Girl running on a balcony (1912), oil on canvas

This particular piece of art is a kinesthetic study of a figure in motion. Mimicking the pointillist technique, Balla has not mixed the non-primary colors, but creates them by painting contrasting dots in close contact to one another. This technique is repeated throughout the picture's surface. The artwork does not have a central point of focus. It appears to be continuing outside the canvas to the spectator’s space, emphasizing the continuous character of the girl’s motion.

Dinamismo di un cane al guinzaglio
(Dynamism of a dog on a leash) (1912)

Here Balla got to grips with the problem of recreating speed and flight by superimposing several images on top of each other. Inevitably, the advances that were made by this short-lived movement were eventually to be overtaken by the art of cinematography.

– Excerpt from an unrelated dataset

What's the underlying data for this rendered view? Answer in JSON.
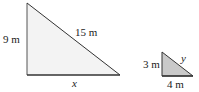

Speed of a Motorcycle 1913-14

Planet Mercury Passing in Front of the Sun, 1914

Mercurio Sole

Plastic Ensemble (1915)

Autostati d’animo (1920)


Future, 1923


Born in 1871, Giacomo Balla was the senior member of the first wave of Futurist painters and was a teacher (Umberto Boccioni and Gino Severini were pupils). His early, pre-Futurist period was influenced by the pointillism of Georges Seurat. In 1912 he joined the Futurist movement. His painting style underwent a dramatic change about 1909 when he became preoccupied with the pictorial depiction of light, movement and speed. In his work to 1914 he decomposed movement and light but his compositions moved ever closer to total abstraction as, for example, with Perils of War (1915). By 1914 Balla was advocating a Futurist lifestyle - he even named his two daughters Propeller and Light - and his energies expanded to include sculpture and the applied arts, especially costume and theatre design. In the Twenties, during the so-called second wave of Futurism, Balla was still a compelling force within the ranks of the new, young Futurists. Gradually giving more value to geometric forms, his style regularly alternated between abstract machine-like constructions and figurative representations. Giacomo Balla died in 1958.